Leyton Orient are looking for a media officer.

Things Confucius Never Said – mistaken and misrepresented quotes from China’s most famous philosopher.

TWITTER ACCOUNT OF THE WEEK: @jaythechou – does what it says on the tin: “I Photoshop Paddington into another movie every day until I forget”. They are on day 227.

This should be good Halloween fun: Free Halloween talk – is there anybody there? by Hayley Stevens.

It looks like the Russian version of Dancing on Ice had a couple do a routine based on one of the songs from the Sparks Annette movie dressed as the characters in the film.

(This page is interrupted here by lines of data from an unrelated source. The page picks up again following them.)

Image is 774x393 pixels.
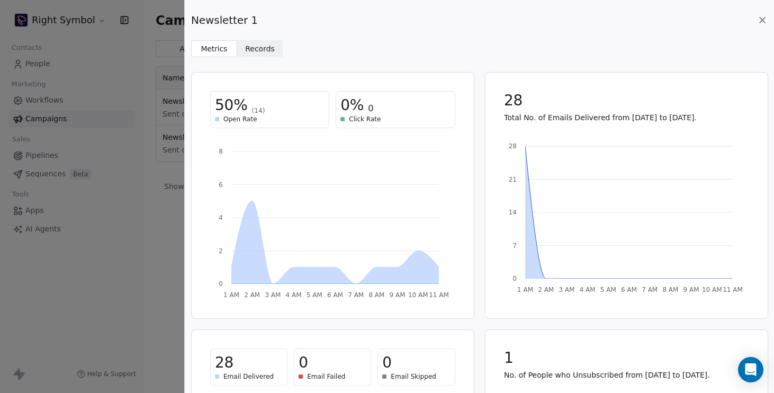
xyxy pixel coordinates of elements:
tspan: 4 AM [286,291,302,298]
span: Newsletter 1 [191,13,258,28]
span: 1 [504,348,513,367]
tspan: 4 [219,214,223,221]
span: 50% [215,96,248,115]
tspan: 2 AM [538,286,554,293]
p: Total No. of Emails Delivered from [DATE] to [DATE]. [504,112,749,123]
tspan: 7 [512,242,516,249]
tspan: 5 AM [600,286,615,293]
tspan: 3 AM [558,286,574,293]
span: Email Delivered [223,372,274,380]
p: No. of People who Unsubscribed from [DATE] to [DATE]. [504,369,749,380]
span: Email Failed [307,372,345,380]
tspan: 9 AM [389,291,405,298]
tspan: 6 AM [620,286,636,293]
tspan: 2 AM [244,291,260,298]
tspan: 10 AM [701,286,721,293]
tspan: 10 AM [408,291,428,298]
span: Email Skipped [391,372,436,380]
tspan: 0 [512,275,516,282]
tspan: 4 AM [579,286,595,293]
tspan: 1 AM [516,286,532,293]
tspan: 28 [508,142,516,150]
tspan: 8 AM [662,286,678,293]
tspan: 5 AM [306,291,322,298]
div: 0 [340,96,450,115]
span: 28 [215,353,233,372]
span: 0% [340,96,364,115]
tspan: 3 AM [265,291,280,298]
div: Open Intercom Messenger [738,357,763,382]
tspan: 0 [219,280,223,287]
tspan: 6 [219,181,223,188]
tspan: 7 AM [348,291,364,298]
span: Open Rate [223,115,257,123]
tspan: 2 [219,247,223,255]
tspan: 14 [508,208,516,216]
span: Records [245,43,275,55]
tspan: 6 AM [327,291,343,298]
span: 0 [382,353,392,372]
span: (14) [252,106,265,115]
tspan: 21 [508,176,516,183]
tspan: 7 AM [641,286,657,293]
tspan: 8 AM [368,291,384,298]
tspan: 8 [219,148,223,155]
span: 0 [298,353,308,372]
tspan: 9 AM [683,286,699,293]
tspan: 11 AM [722,286,742,293]
tspan: 1 AM [223,291,239,298]
tspan: 11 AM [429,291,449,298]
span: Click Rate [349,115,380,123]
span: 28 [504,91,522,110]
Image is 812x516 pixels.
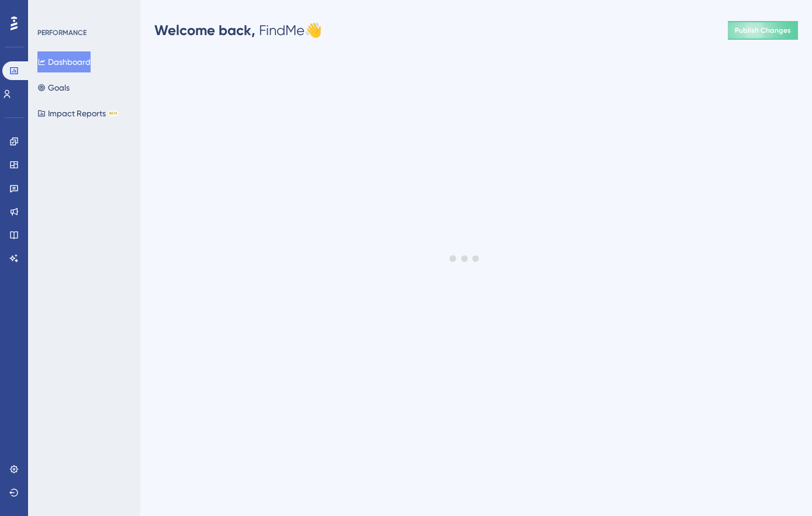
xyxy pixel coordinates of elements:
div: BETA [108,110,119,116]
div: FindMe 👋 [155,21,322,40]
span: Welcome back, [155,21,255,39]
button: Dashboard [38,52,90,73]
div: PERFORMANCE [38,28,87,38]
button: Goals [38,77,70,98]
button: Publish Changes [727,21,797,40]
span: Publish Changes [735,26,791,35]
button: Impact ReportsBETA [38,103,119,124]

Hazel Southwell commented on Monday “Lots of nonsense from people who’ve never been to Saudi Arabia on the timeline today. I have, it’s complicated. I wrote a very long, very gonzo thing about it a few years back”. You can find that here, which I enjoyed a lot:

“The guy at the check-in desk thanks me for respectfully wearing Saudi-compliant clothes; my hair at this stage is still difficult to not look aggressively asymmetrical and I’ve finally learned how to do a hijab but it sort of unnerves me. Am I either appropriating or colluding with something, here? After all, I’m not muslim. I’d be a terrible muslim, I already miss wine.”

Be warned, it is soooooooooooooooper-long though: What it’s actually like to visit Riyadh, alone, for Formula E

TRACK OF THE WEEK: Hellscape by Julia Shapiro. I felt incredibly seen by the opening lyrics: “Wake each day / Stare at my phone / The burden of being alive.”

To coincide with the original album being reissued in a special 1,057 Blu-Ray disc box-set, Stuart Ian Burns has compiled an alternative woman-sung cover version of the Beatles Let It Be album.

I’m sort of stupefied by the alt-right grifters reaction to the decision of the Rolling Stones – who have recorded something like 25 studio albums amounting to 422 songs – to not play one particular song on their current tour. But there’s no money to be made in being reasonable I guess? This is a quite straight-laced look at Brown Sugar and its history and context by academic Timothy McKenry, but I did enjoy this final set of paragraphs:

“So does the Stones decision to pull the song damage their reputation? Is this an act of censorship, injuring artistic freedom?

I would argue the ethical musician should defer to the sensibilities of the marginalised group. The cost here is the Rolling Stones won’t play Brown Sugar live. This isn’t censorship; the song is readily available. It isn’t even iconoclasm – music history is not damaged and no idols have been smashed.

The Stones’ decision to pull the song isn’t a confession of racism. It is an ethical act and, in itself, an act of artistic freedom that preserves their social license and affirms their ongoing cultural significance.”

“Brown Sugar: why the Rolling Stones are right to withdraw the song from their set list” – Timothy McKenry, The Conversation

Or as I would put it, they are the Rolling Stones. They can play whatever the fuck they like, and if it makes P!ers M0rgan piss his pants about it, even better.

“Ideally, I wanted to almost make you forget what it is you’re watching, so you’re not sitting there checking off a list, or feeling like you could provide the essay version back to your partner when you go home of what the story of the Velvet Underground is.”

Slate interview with Todd Haynes about his Velvet Underground doco that isn’t a doco.

The hunted become the hunters, or something: KLF assert justified and ancient copyright claim to block documentary

It has been hugely PR’d that with his hit single with Dua Lipa, Elton John has become the first artist to have chart hits in six consecutive decades. It’s a lovely tale. But completely untrue. Cliff Richard did it first, as Paul Sinclair explains.

Halloween is approaching. Why not celebrate it on Friday 29 October at the Night Owl in Finsbury Park at Heidi Heelz’ HOWLOWEEN Hammer Horror Party with Rude Mechanicals, Long Swords DJs, m-orchestra and more! Tickets are £5, available here.

If you cannot make that, then I’m also pleased to be able to say that I am contributing a specially recorded spooky session to the Home-brew Electronica Show Podcast, which will be broadcast for the first time on the same night.